What I am arguing is this: the seasonal fragrance calendar is a fiction that serves the industry, not the wearer. It is rooted in a narrow, Western, temperate-climate perspective that ignores how most of the world actually wears fragrance. It flattens the complex, personal, chemically unique experience of scent into a set of rules that exist primarily to sell more bottles and to give certain people a framework for judging others.
The only season that matters is the one happening on your skin.

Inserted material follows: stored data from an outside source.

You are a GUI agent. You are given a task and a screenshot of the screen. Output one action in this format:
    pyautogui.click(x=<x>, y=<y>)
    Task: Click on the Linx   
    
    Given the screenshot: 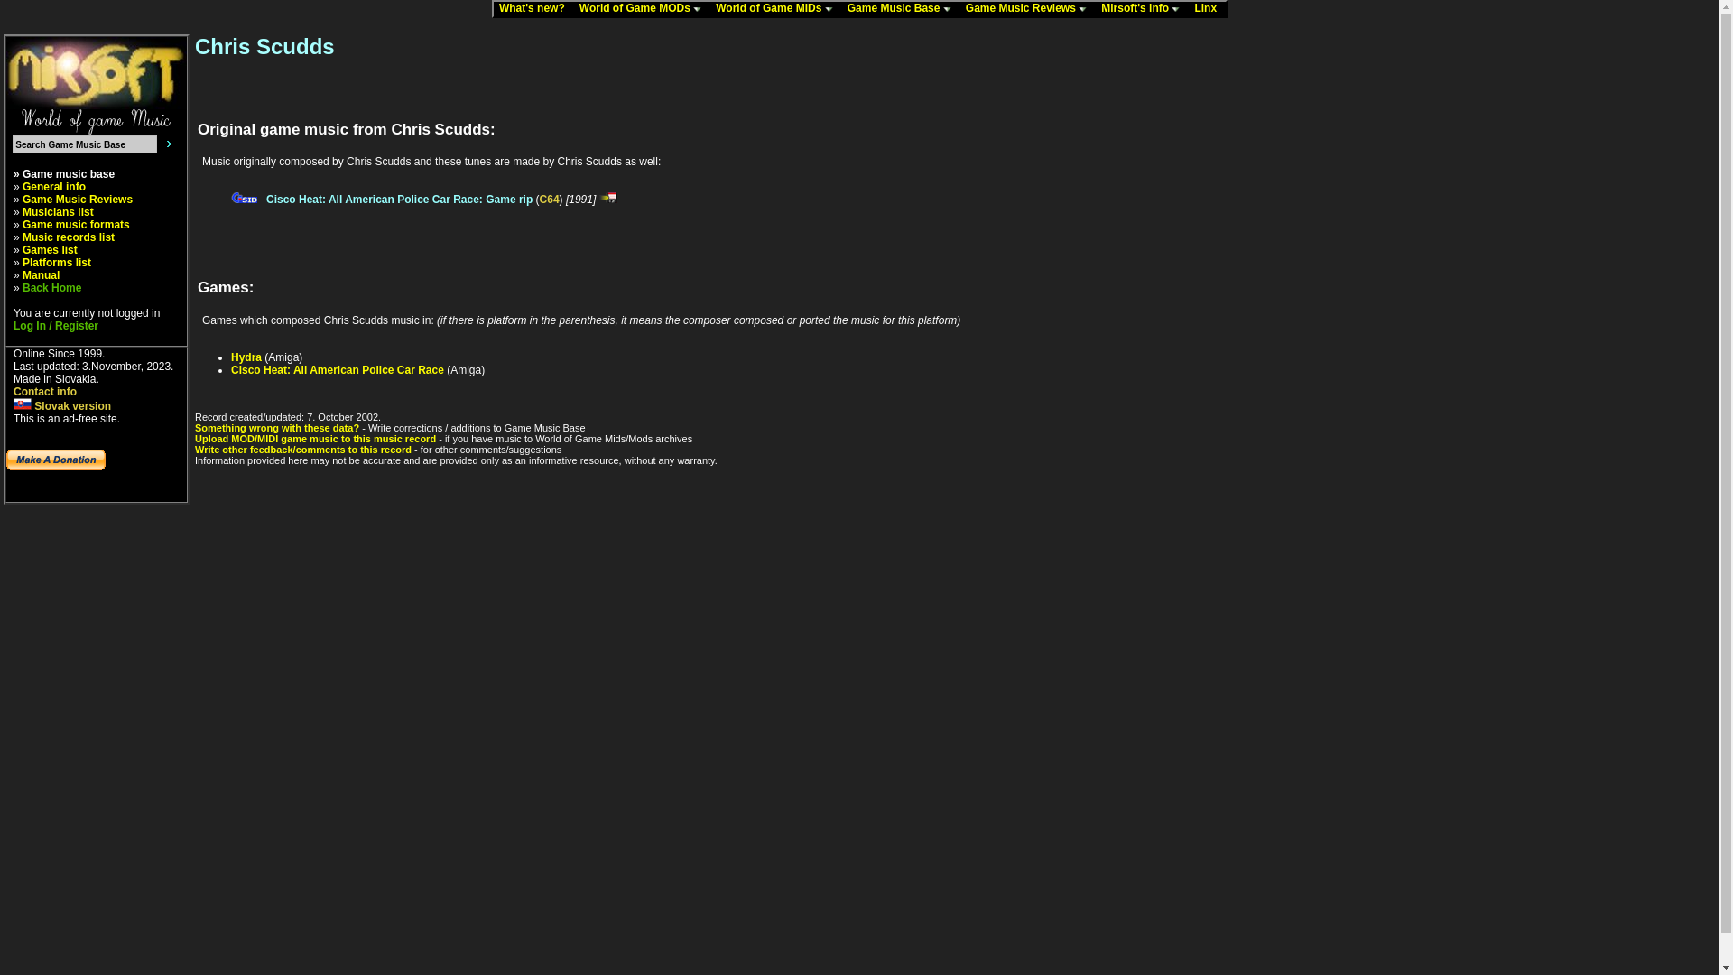 What is the action you would take?
    pyautogui.click(x=1207, y=9)
     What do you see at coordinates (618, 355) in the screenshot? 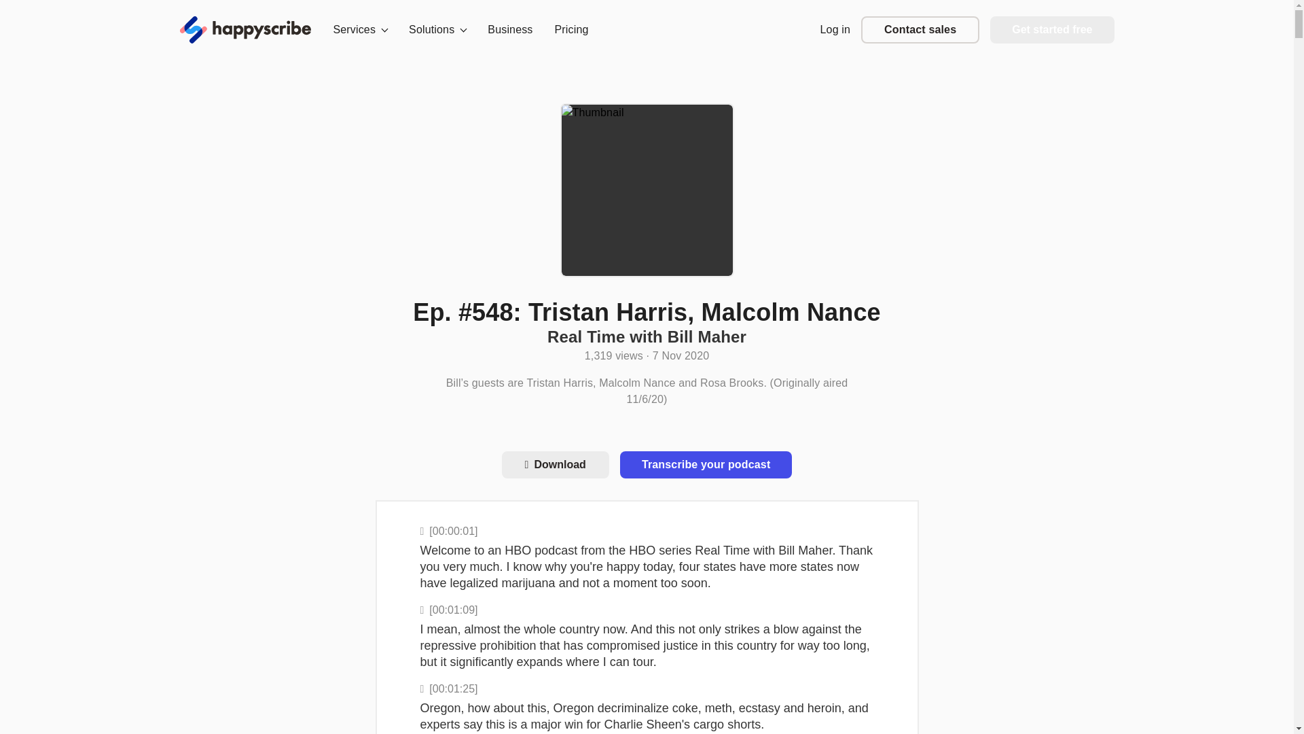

The best fragrance advice I have ever received came from an old man selling attars from a wooden cart in a market in Kumasi. I asked him which oils were for hot weather. He looked at me with genuine confusion and said, "You wear the one that makes you feel like yourself." He was not being poetic. He was being practical. The calendar is a lie. Your nose already knows what it wants. Let it choose.
Recommended Reading
Book
Perfumes: The A-Z Guide by Luca Turin & Tania Sanchez
The definitive reference guide to perfume with over 1,200 reviews and Turin and Sanchez's irreverent commentary. Notably challenges seasonal wearing conventions and argues that personal taste and quality should trump industry marketing rules.